After taking my dear time to get up and out of the hotel this morning (it's getting harder to do this each day as I am still exhausted from the day before and OMG Versailles Gardens had my legs aching so much), I walked to the St. Michel station and started my trip up to Montmartre to see the Basilique. I call it the mosque-looking place that I see every time I
Now, only a few travel websites mentioned this place, and I realised why.
I did not actually make it to the Basilique because the streets in Montmartre were deserted of tourists at the time I went (10 a.m.) and all I saw were shady-looking characters a la Henry Street Port-of-Spain. This is a street back home that I had to pass through to get to a bookstore and I think I will do without any books from there. I'm not a fan of people just loitering in front of workplaces or on the street corners. They should be at work or doing something else productive. I felt very uncomfortable in that neighbourhood this morning so after walking a couple blocks and not seeing an improvement, I re-traced my steps to the train station and headed down to the Centre Pompidou and the Marais.
Marais is a very fancy place. The travel websites like to call it 'aristocratic', which is a nice way of saying expensive. I found the Pompidou easily as its architecture allows it to stand out anywhere.
I used the lift and escalators right up to the top floor and got this view:
There was a little restaurant out on the terrace that you could see from inside:
As I entered, I was greeted by this piece made entirely of bottle aluminium bottle caps strung and squashed together.
I went to the Contemporary Art gallery first where I saw the 10 Liz Taylor piece from Andy Warhol, an embroidered piece from Alighiero Boetti
Pieces by Luigi Di Sarro, Sigmar Polke and Verner Panton, who did a huge colourful model
Demakersvan did this one by bending galvanise to make a picture:
Theverymany made a HUGE model using computational architecture:
Carsten Holler's mushroom was anatomically correct and about seven feet tall:
Yaacov Agam designed and created this entire room of colour ranges:
After that I went to the Modern Art gallery where I saw pieces that I liked by Matisse, Magnelli, Braque, Picasso, Leger, Kupka, Kandinsky, Sonia and Robert Delaunay, Chagall, Dali, Bonnard, Pollock, Vasarely and Matta. I also liked Robert Le Ricolais polyten bridge models. Takis had a musicale using a metal bar danging on a string that randomly makes contact with another taut musical string and Burry made a cracked textured painting that I loved. Outside the Pompidou on the terrace was another piece but the artist's name escapes me right now.
After that I walked around Marais for while and got some clothes on sale at H&M. I checked out Galleries Lafayette but it reminded me of Macy's, so it was nothing spectacular but very crowded.
After that I bought lasagna at the Monoprix where the lady dishing out my food laughed at me when she asked how much and I told her half a spoon (was I supposed to have an idea in my head how much a kilo of lasagna is by eyeballing? I ended up with 0.1kg anyhow) and the cashier was quite rude.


Assignment. Find the line containing "The image size is (612, 295)." in the entries; transcribe it and all remaining lines through the end, exactly as they appear, but not the pictures.

Data for this exercise.
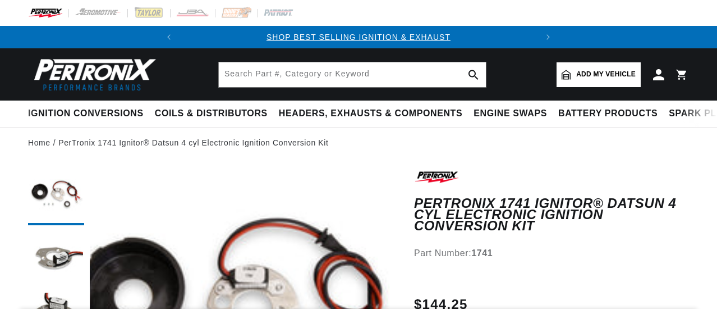  What do you see at coordinates (56, 259) in the screenshot?
I see `button: Load image 2 in gallery view` at bounding box center [56, 259].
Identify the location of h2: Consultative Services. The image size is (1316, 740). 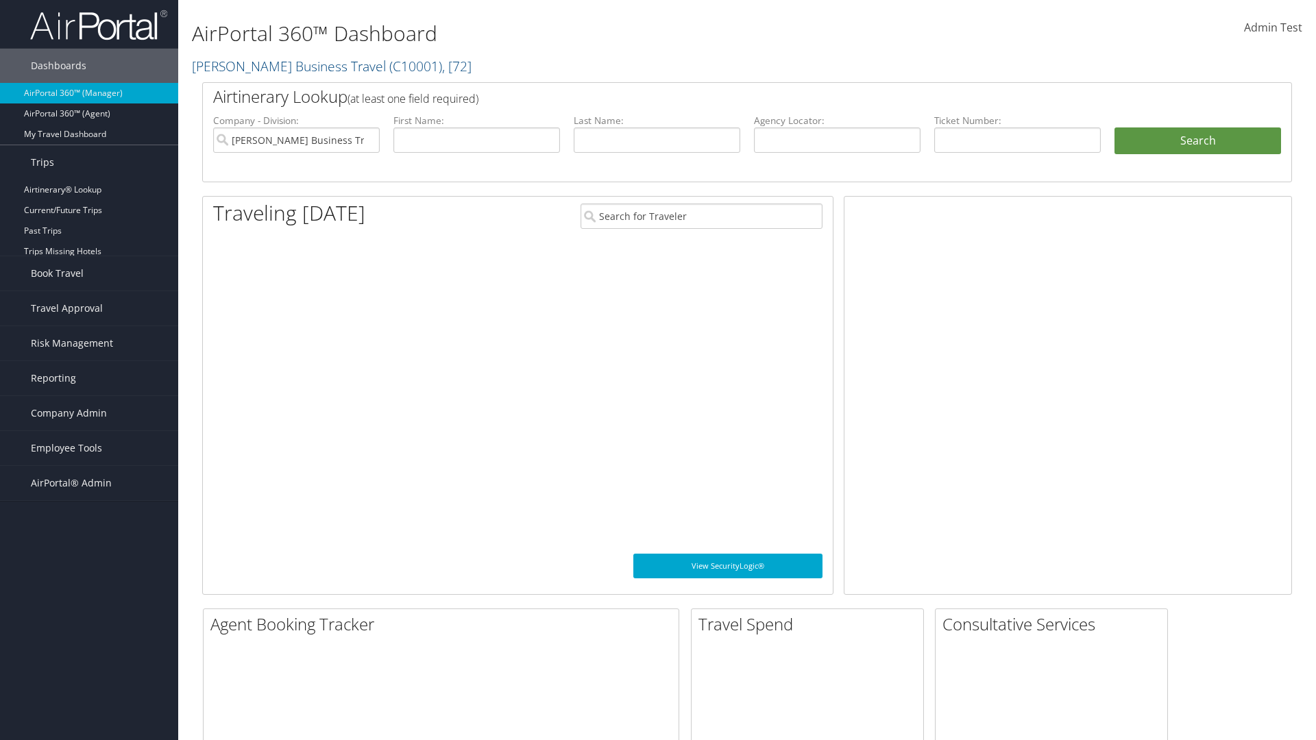
(1055, 625).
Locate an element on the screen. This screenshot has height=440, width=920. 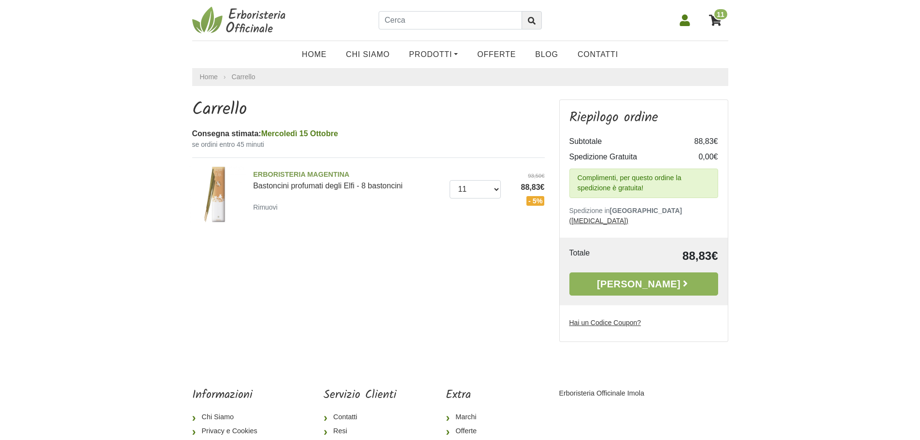
a: Blog is located at coordinates (547, 55).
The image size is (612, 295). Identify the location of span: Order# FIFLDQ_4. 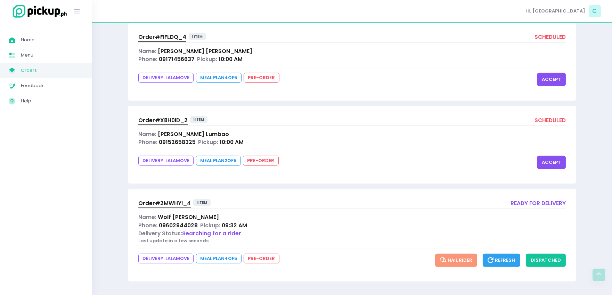
(162, 37).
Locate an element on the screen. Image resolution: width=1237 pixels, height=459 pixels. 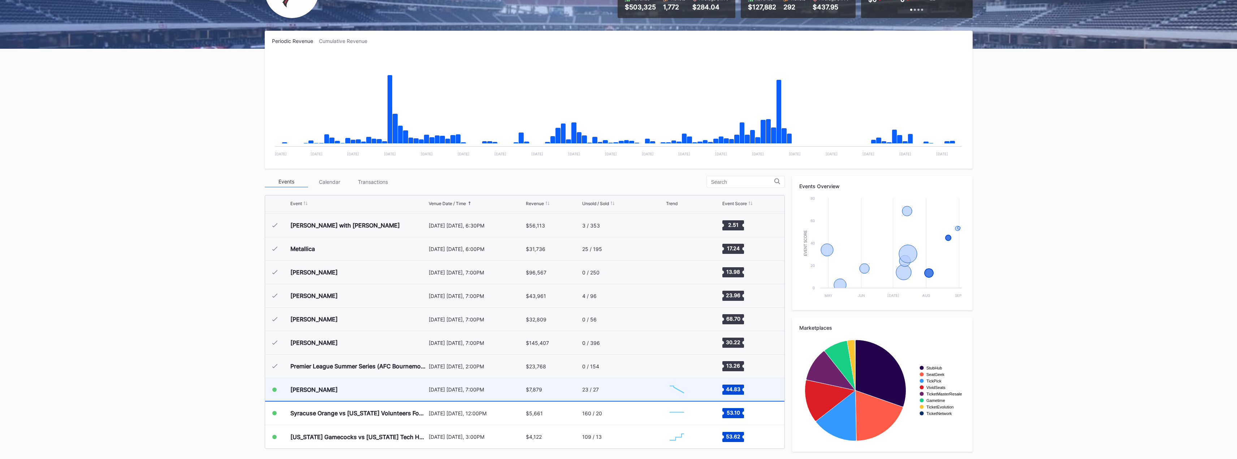
div: 0 / 250 is located at coordinates (591, 272).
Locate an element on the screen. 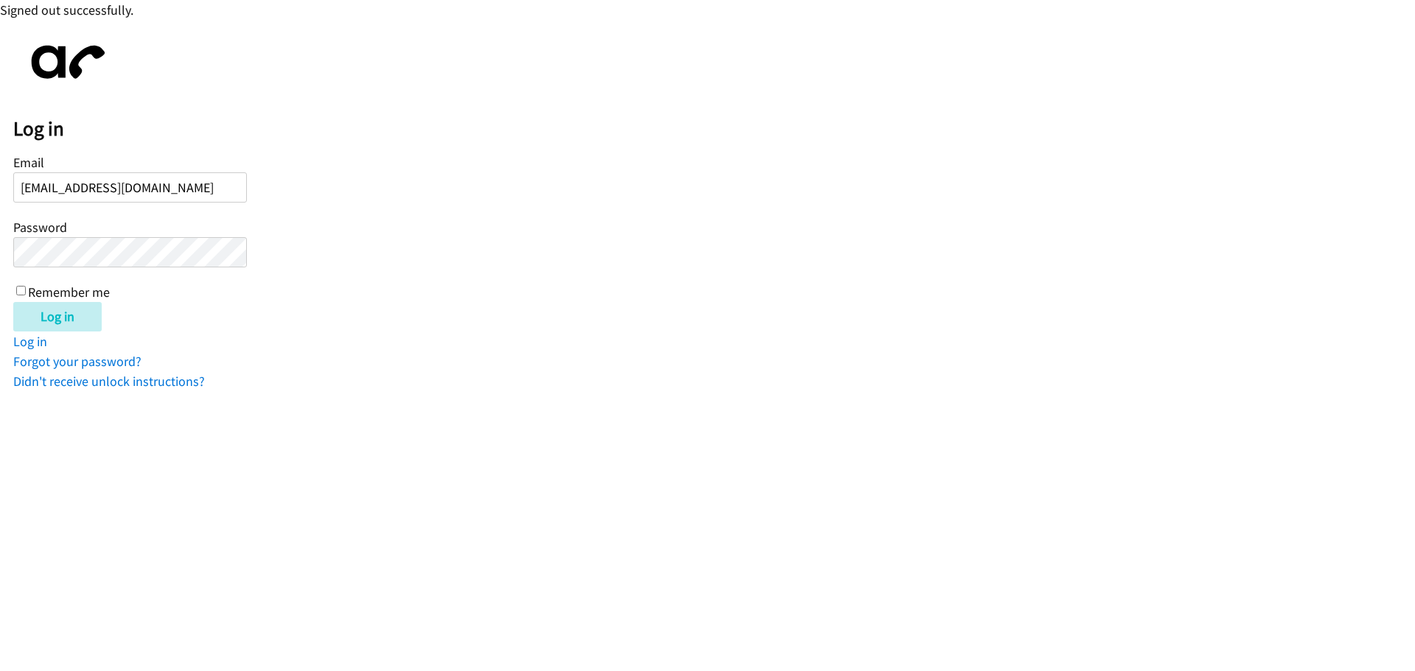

The completed task.
The image size is (612, 295). Identify the location of span: Order# FIFLDQ_4. 
(162, 37).
Locate an element on the screen. Image resolution: width=1237 pixels, height=459 pixels. 
div: 0 / 250 is located at coordinates (591, 272).
Locate an element on the screen. 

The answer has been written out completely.